A woman comes out of the hallway carrying a coffee mug and almost walks into the wall when she sees me standing in the bay. She’s compact and she’s got the slightly startled expression of someone who wasn’t expecting a stranger in her living room.

“Hi,” she says. “Are you lost?”

“No, I’m waiting for Captain Donnelly. I’m Zoe.”

“Walsh.” She takes a sip of coffee. “Are you the cookie girl?”

Word travels fast. “Torres told you?”

“Torres texted the group chat forty-five seconds ago.” Walsh holds up her phone. I can’t read the screen from here but I can see a flurry of messages. “You’re famous.”

“I’m persistent.”

“Same thing around here.” Walsh leans against the wall. She’s studying me, but it’s different from Torres’s assessment. Less strategic, more curious. “You really want to be here that bad?”

“More than anything.”

She nods. Takes another sip of coffee. “Cap’s tough. You know that, right? She’s fair, but she’s tough. She doesn’t bend on things.”

“I know.”

“So what’s your plan? Just keep showing up?”

“Pretty much.”

Walsh almost smiles. “That’s either very brave or very stupid.”

“My grandma used to say those are the same thing.”

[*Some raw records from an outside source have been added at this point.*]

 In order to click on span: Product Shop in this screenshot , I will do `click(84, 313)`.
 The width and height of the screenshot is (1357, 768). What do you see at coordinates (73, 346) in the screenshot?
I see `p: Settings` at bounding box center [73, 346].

Now she does smile. It’s small and quick and she hides it behind her mug, and then Torres is back, walking down the hallway with the Tupperware still under her arm and Cap behind her.

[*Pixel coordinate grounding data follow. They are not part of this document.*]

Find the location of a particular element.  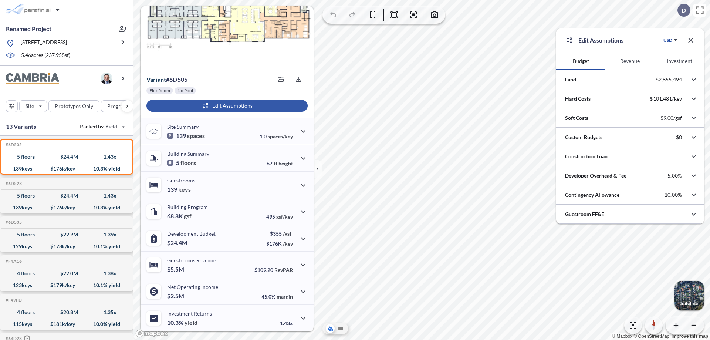

p: Building Program is located at coordinates (188, 207).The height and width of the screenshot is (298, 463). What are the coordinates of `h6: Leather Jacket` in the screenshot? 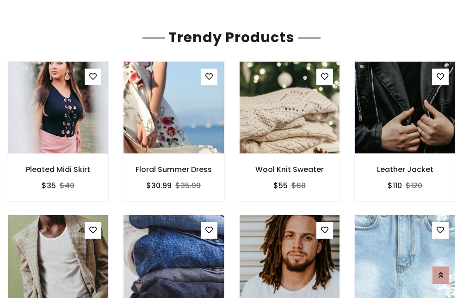 It's located at (405, 169).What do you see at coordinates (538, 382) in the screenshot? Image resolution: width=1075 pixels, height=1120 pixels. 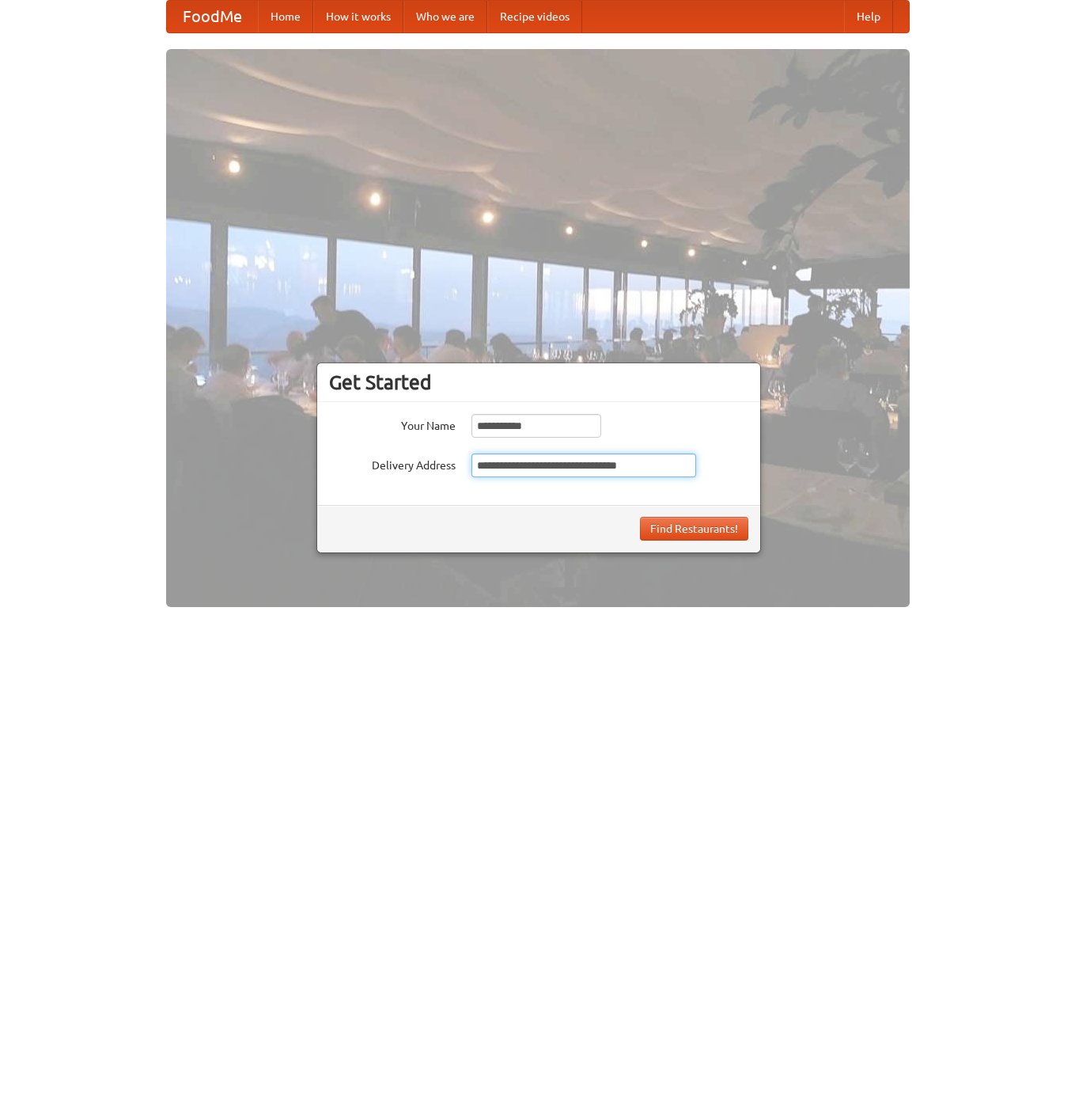 I see `h3: Get Started` at bounding box center [538, 382].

Captain Donnelly looks the same. Tall, bun, scar, coffee. She sees me and her expression does a thing I’m learning to read, which is that it does nothing at all. She has the most controlled face of any human being I’ve ever met. She should play poker. She would destroy people.

“Kimball.”

“Captain.”

“Torres says you brought cookies.”

“Yes, ma’am.”

“Torres also ate three of them in the time it took her to walk to my office.”

I glance at Torres, who shrugs without apology.

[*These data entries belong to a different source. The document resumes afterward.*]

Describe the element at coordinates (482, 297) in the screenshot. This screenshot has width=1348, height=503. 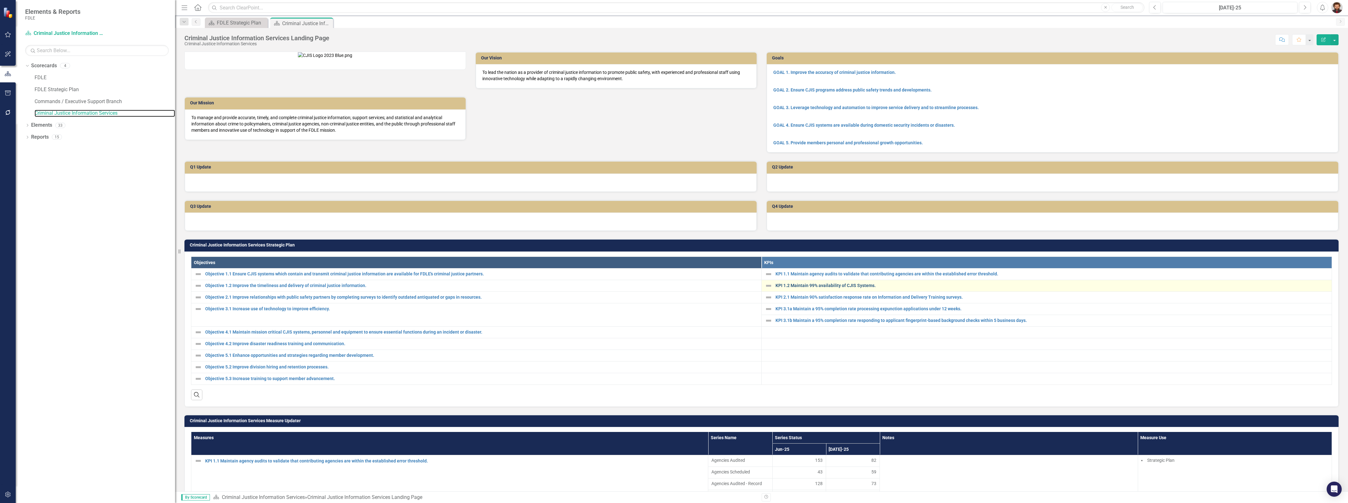
I see `a: Objective 2.1 Improve relationships with public safety partners by completing surveys to identify...` at that location.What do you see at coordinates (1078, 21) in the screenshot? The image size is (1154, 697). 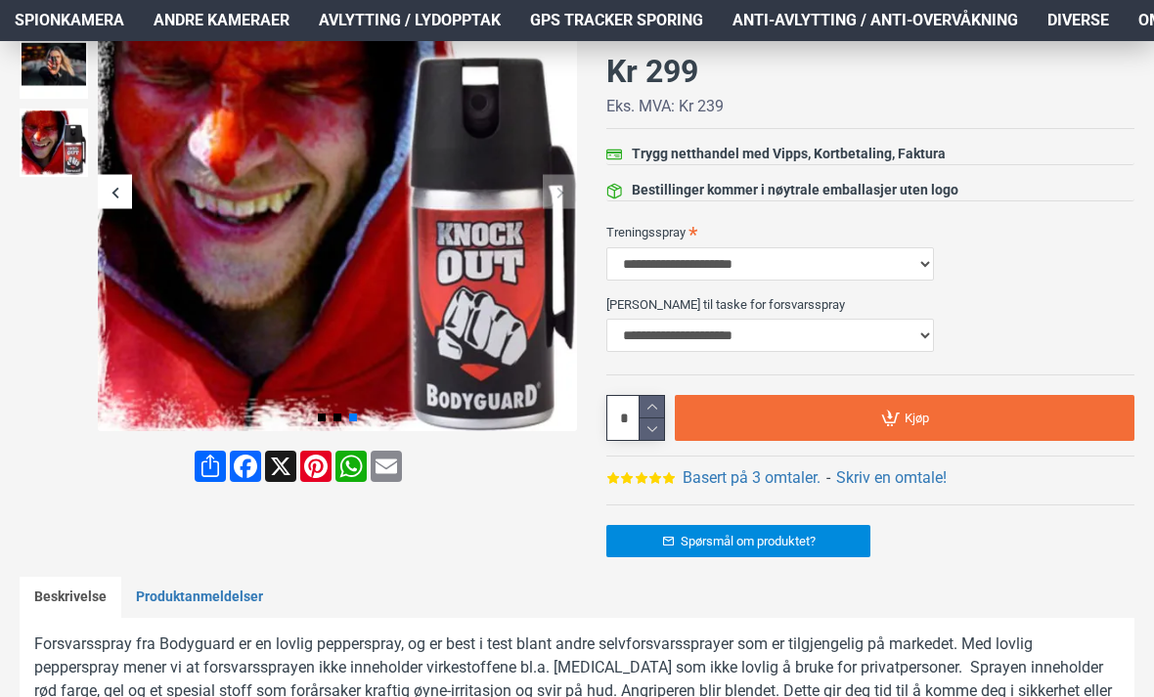 I see `span: Diverse` at bounding box center [1078, 21].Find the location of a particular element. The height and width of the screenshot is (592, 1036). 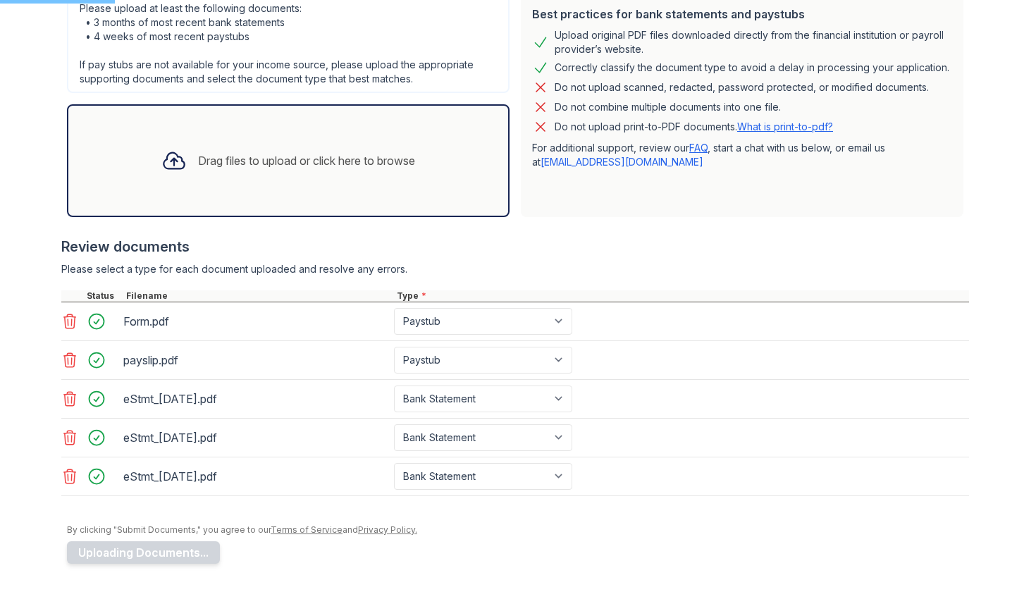

div: Correctly classify the document type to avoid a delay in processing your application. is located at coordinates (752, 68).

Cap looks at me. That same steady look from last time, the one that feels like being evaluated by someone who’s alreadymade a decision but is too professional to say so in front of people.

“My answer hasn’t changed.”

I nod. She knows I know. That’s not the point.

“Then why are you here?”

Because I can hear your sirens from my bedroom. Because I’ve been walking these streets my whole life and your crew runs them and I want to run them too. Because I looked up Station 24 on Greystone Road and it’s fine, it’s a perfectly fine station with a perfectly fine captain, and I don’t want fine. I want this.

“Because you said I could apply through channels if a spot opens. I’m just making sure you know I’m interested. In case a spot opens.”